Tag Archives: Gerran Howell

McDonald & Dodds: Clouds Across The Moon. Television Review.

Liverpool Sound and Vision Rating 8.5/10

Cast: Tala Gouveia, Jason Watkins, Max Bennett, Gerran Howell, Charlie Chambers, Liv Sacofsky, Danyal Ismail, Pearce Quigley, Claire Skinner, Joanna Riding, Joan Iyiola, Stefan Adegbola, Grace Francis.

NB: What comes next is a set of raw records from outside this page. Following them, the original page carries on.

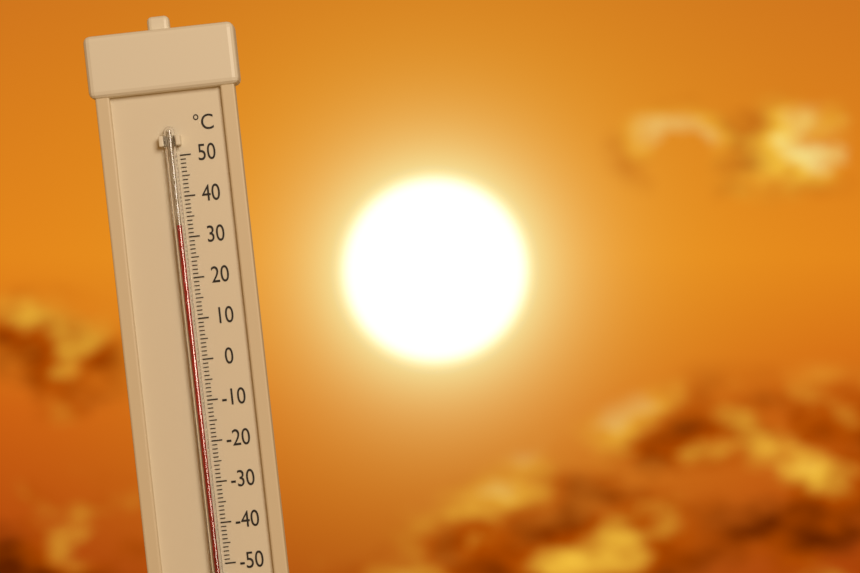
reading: 33 °C
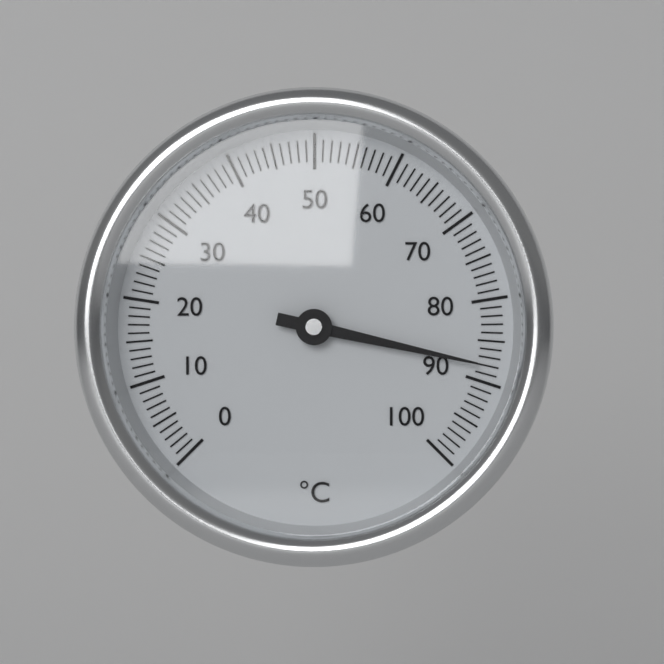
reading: 88 °C
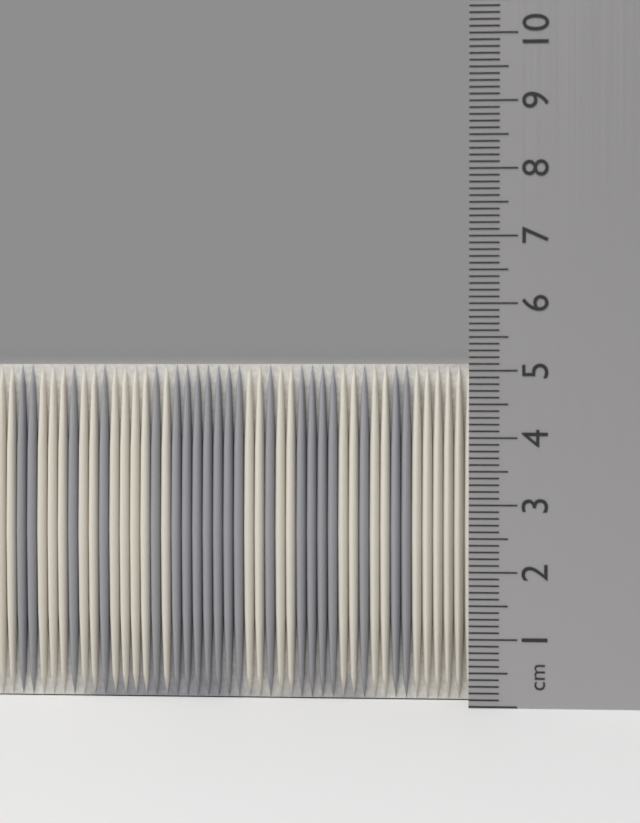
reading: 5.1 cm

There is a subsection of the police procedural crime fiction that the armchair detective will rave about, as if solving a murder wasn’t good enough for them, that they can battle their own wits against the investigator in charge, it is when the villain is so conniving, so  devious in their passion to prove they are just as clever as the one chasing them, if not more so, the complications presented to the viewer are boundless and enthralling to decipher.

Catch-22. Television Review.

Liverpool Sound and Vision Rating * * * * *

Cast: Christopher Abbott, Kyle Chandler, Daniel David Stewart, Rafi Gavron, Graham Patrick Martin, Kevin J O’Connor, Austin Stowell, Jon Rudnitsky, Gerran Howell, Tessa Ferrer, Lewis Pullman, Grant Heslov, Jay Paulson, Domenico Cuomo, Giovanni Stocchino, Pico Alexander, George Clooney, Giancarlo Giannini, Hugh Laurie, Julie Ann Emery, Ian Toner, Viola Pizzetti, Valentina Belle, Martin Delaney, Elisa Menchicchi, Valentina Ruggeri, Francesca Turrini, David Power, Salvatore Scarpa, Marilena Anniballi, Joe Massingill, Josh Bolt, Alex Beliglia Zampetti, Joseph Millson, Giacomo Rocchini, Sara Pallini, Anthony Skordi, Massimo Wertmuller, Nicola Goodchild, Harrison Osterfield, Jamie Blackley, Peter Guinness, Jackson Bews, Shai Matheson.

Queen And Country. Film Review. Picturehouse@F.A.C.T., Liverpool.

Liverpool Sound and Vision Rating 8.5/10

Cast: Callum Turner, Caleb Landry Jones, Pat Shortt, David Thewlis, Richard E. Grant, Vanessa Kirby, Tasmin Egerton, Aimee-Ffion Edwards, Sinéad Cusack, David Hayman, John Standing, Brian F.O’ Byrne, David Michael Claydon, Julian Wadham, Tom Stuart, Alfie Stuart, Gerran Howell, Simon Paisley Day, Maria Flacau, Constantin Florescu.

The life of Bill Rohan was always going to be exceptional, especially when he is the alter ego of British film maker John Boorman, it just always seemed a shame that the account of his life seemed to stop in mid flight in the superb 1987 British film Hope and Glory.